Friday, June 13, 2008

Rome! By all means, Rome.

I almost didn't go to Rome. Every second person you meet says it's dirty, Italians are rude, it's expensive (granted) and some people have even told me that they wouldn't go back there if you paid them.

All due respect, they are wrong. It's beautiful. I loved it. I love how you can't walk 100m without falling over a piece of history or a store selling overpriced pizza by the slice. I love how things light up during the evenign and you can just wander around and feel like you're part of the city. I love that it was warm.

I didn't go to the Papl audience on Wednesday, using it as an excuse to get into the Vatican Museums wihtout having to queue. As an agnostic, I don't feel that it's really right to exploit something that is meaningful to someone's religion as a tourist event. Looking at art and architecture is one thing, actively participating in something that is not part of your faith is another. This was not clearly understood by the American tour guide trying to get me to go on his tour and go to the blessing. NOT BEING CATHOLIC IS A COMPLETE JUSTIFICATION FOR NOT GOING. Additionally, if you wanted me to list reasons why I am particualrly not a fan of this Pope...anyway. The museums were nice. The Sistine Chapel was smaller than I thought it would, as was the picture of the creation.

I loved the Colesseum. It looksed like an Asterix comic! Also smaller than I thought it would be.

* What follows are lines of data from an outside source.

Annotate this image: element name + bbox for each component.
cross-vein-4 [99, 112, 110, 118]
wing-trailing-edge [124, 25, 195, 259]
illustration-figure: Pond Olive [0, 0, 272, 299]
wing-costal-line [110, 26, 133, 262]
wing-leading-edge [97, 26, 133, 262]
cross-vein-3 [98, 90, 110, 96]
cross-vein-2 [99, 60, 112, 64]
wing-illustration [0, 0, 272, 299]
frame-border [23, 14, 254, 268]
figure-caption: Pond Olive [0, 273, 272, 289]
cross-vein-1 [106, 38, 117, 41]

Trevi Fountain was nice but it would be incredibly hard to imitiate La Dolce Vita without getting arrested or having 1000 other tourists in your photo.

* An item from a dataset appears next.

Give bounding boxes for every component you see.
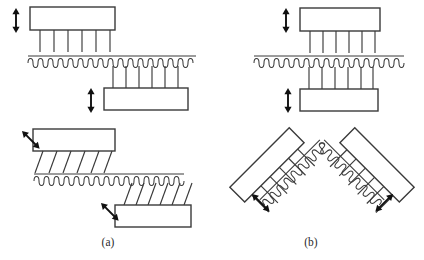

I almost got killed by a Vespa only twice. I think that is pretty good. I am not entirely sure WHY they bother to paint zebra crossings in Rome. I think it's just to indicate to Vespas where they need to dodge tourists. Getting across the road is more weight in numbers to stop cars moving.

Currently in La Spezia and it has FINALLY stopped raining!

1 comment:

Libby said...

agreed about rome being beautiful. agreed about it being wrong to make something important to peoples faith a tourist event.